My first experience of martial arts was when my PE teacher at school began teaching Judo. I studied it for about a year, passing two grades, but barely being 5' at the time was easy prey for the other club members and I left having got fed up with being thrown all around the dojo floor.


Still interested in martial arts though, along with a couple of friends, when I was twenty, I tried learning Aikido from a book! When we heard of an instructor teaching Aikido in Milton Keynes we went along. Is this what we had been learning? I think not! Anyway we joined up but having to travel so far from my home in St Neots to train we only continued for a few months.

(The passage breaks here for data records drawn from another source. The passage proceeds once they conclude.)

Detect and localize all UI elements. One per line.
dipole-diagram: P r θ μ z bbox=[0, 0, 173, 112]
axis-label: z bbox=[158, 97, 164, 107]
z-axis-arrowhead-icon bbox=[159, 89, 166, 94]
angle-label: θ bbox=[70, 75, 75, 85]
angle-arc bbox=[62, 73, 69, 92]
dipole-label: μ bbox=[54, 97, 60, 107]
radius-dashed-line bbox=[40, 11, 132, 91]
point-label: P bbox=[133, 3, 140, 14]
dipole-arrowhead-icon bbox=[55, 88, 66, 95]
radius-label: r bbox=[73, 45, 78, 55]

My karate career started when I was 23 when I joined Sensei Van Weenen's newly opened karate club in Bedford. I remember, along with Sensei Kidby and a few others, doing a demonstration at the local cinema promoting the Bruce Lee film “Enter the Dragon”. This was both good and bad for martial arts for it brought new members in but too many to train comfortably.


My early grades were all taken with Kanazawa Sensei. In those days you had no syllabus you just turned up to grade not knowing what you'd be asked to perform. My grades from 2nd kyu on were in front of a Japanese panel of examiners, a real test of courage and character. All my Dan gradings have been taken under Sensei van Weenen.


In 1994 along with Sensei's Kidby and Calver we formed CFTS. Many may think we left out of bad feeling, mistrust or politics but this was not the case. In our case it was simply a need to progress within ourselves and to spread our wings a little.


I opened my first club, St Neots in 1981, and have been teaching regularly since. I still enjoy kata out of preference, my favourite being Nijushiho. For the future I would like to see all styles of karate and other arts train together more, not losing their identity, but to join together to pool knowledge for the betterment of the student.